When I got back home to Toronto one of the first things I did was head up to College Street to the used bookstores. I found a book on growing called The Marijuana Grower’s Handbook, written by Ed Rosenthal. The book was well used prior to my purchase as well as after!

I got my start growing with what I learned from Lyle, and Ed guided me for over 2 decades after that. I have had plants ever since.

In 1985 I was 22 and pregnant with my first child. Still consuming daily when I got pregnant, of course, I started to think about my consumption and the effects on the baby I was carrying. I did not believe that cannabis was harmful, I never have, but as with all soon-to-be moms I wanted to do the right thing for my unborn child. I decided to stop. 

Within 1 week of quitting, I started feeling nauseous to the point it was hard to eat anything. Then I had a mild seizure about 10 days into my abstinence. It was not a grand mal seizure, I remained conscious for this one. Another first.

Given my history, I decided to go back to smoking cannabis to stop the seizures from returning during the pregnancy. I smoked a few bongs daily, some in the morning and then again at night throughout my pregnancy. I never experienced any further issues, until her birth.

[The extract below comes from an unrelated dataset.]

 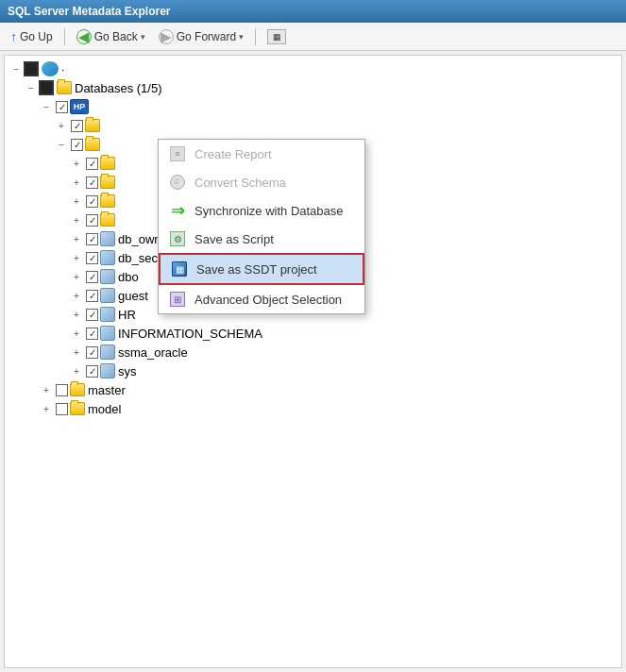 I want to click on advanced-label: Advanced Object Selection, so click(x=268, y=300).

I went into labor on December 4th, 1985, 3 weeks past my due date! We went to the hospital only to have a nurse examine me and tell me I was not ready yet. “Not yet, go home,” they said. 6 hours later I returned, and the same nurse examined me, and I was told nope not yet, once again. “You are contracting, but the baby does not want to drop…” she said.

This was repeated 2 more times and I finally lost it! I was faint from lack of food and pregnant for 10 months already, I wanted to be done. They admitted me and put me on an IV.

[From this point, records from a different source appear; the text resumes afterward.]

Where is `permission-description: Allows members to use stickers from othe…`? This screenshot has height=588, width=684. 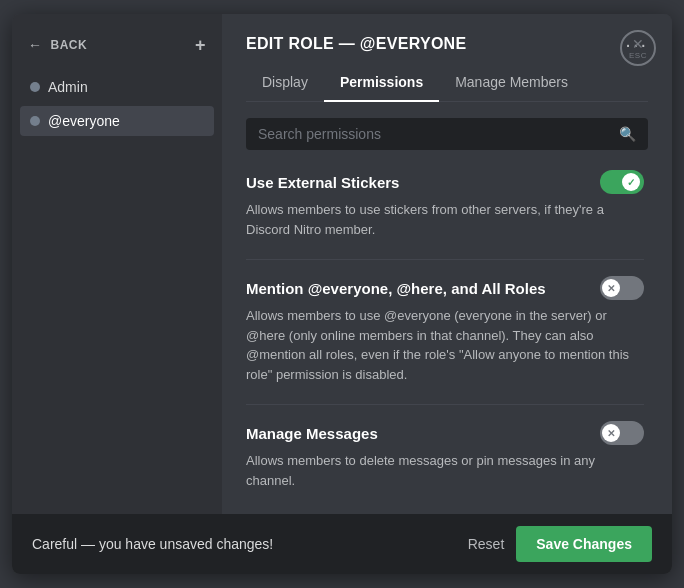
permission-description: Allows members to use stickers from othe… is located at coordinates (445, 220).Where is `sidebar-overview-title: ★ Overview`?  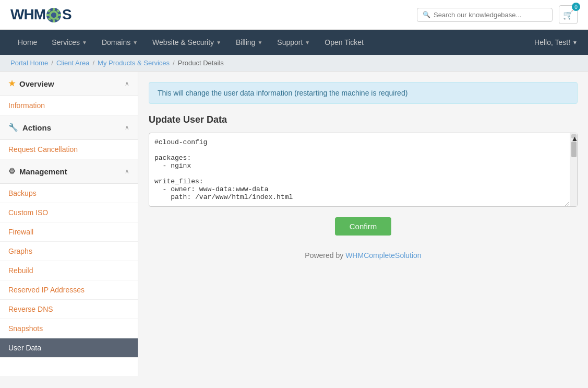 sidebar-overview-title: ★ Overview is located at coordinates (31, 84).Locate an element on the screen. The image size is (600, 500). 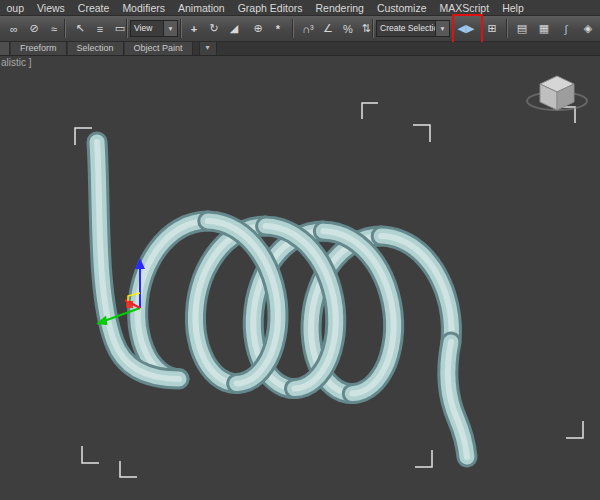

4 days passed and on December 8th, the doctor arrived, I was finally ready, and I was having a baby.

Things progressed normally after that, but I was exhausted from the 4-day ordeal. I was in the delivery room when just after the baby’s head was delivered my doctor looked at me to tell me to push one more time. I remember our eyes locking as his voice seemed to be slipping away. He knew right away; I was about to have a seizure.

With the baby halfway out, she would be strangled in that position with me having a seizure. He pushed down on my stomach and pulled her out. That is the last thing I remember about the birth of my first child. As I suspected, I had a grand mal seizure and wound up in critical care for 24 hours, most of which I was sedated. It had been 5 days since I consumed any cannabis.

The baby was born happy and healthy thanks to the attention my doctor was paying while I was in labor and delivery. She is now in her mid-30s and working as a registered nurse in Toronto.

The remainder of the 80’s was uneventful as far as cannabis milestones or epiphanies.

I was raising my daughter and still being my bold outspoken self when it came to cannabis, however, it was more selective in certain circles now I was a mom.

I was still growing my plants and learning what I could, but the drive I had to engage with NORML had now shifted to raising a family.

The 80’s, Disco & Big Hair Era is over. Next up it’s the Dot Com Era, Gen X, and more Babies - going into the 90’s!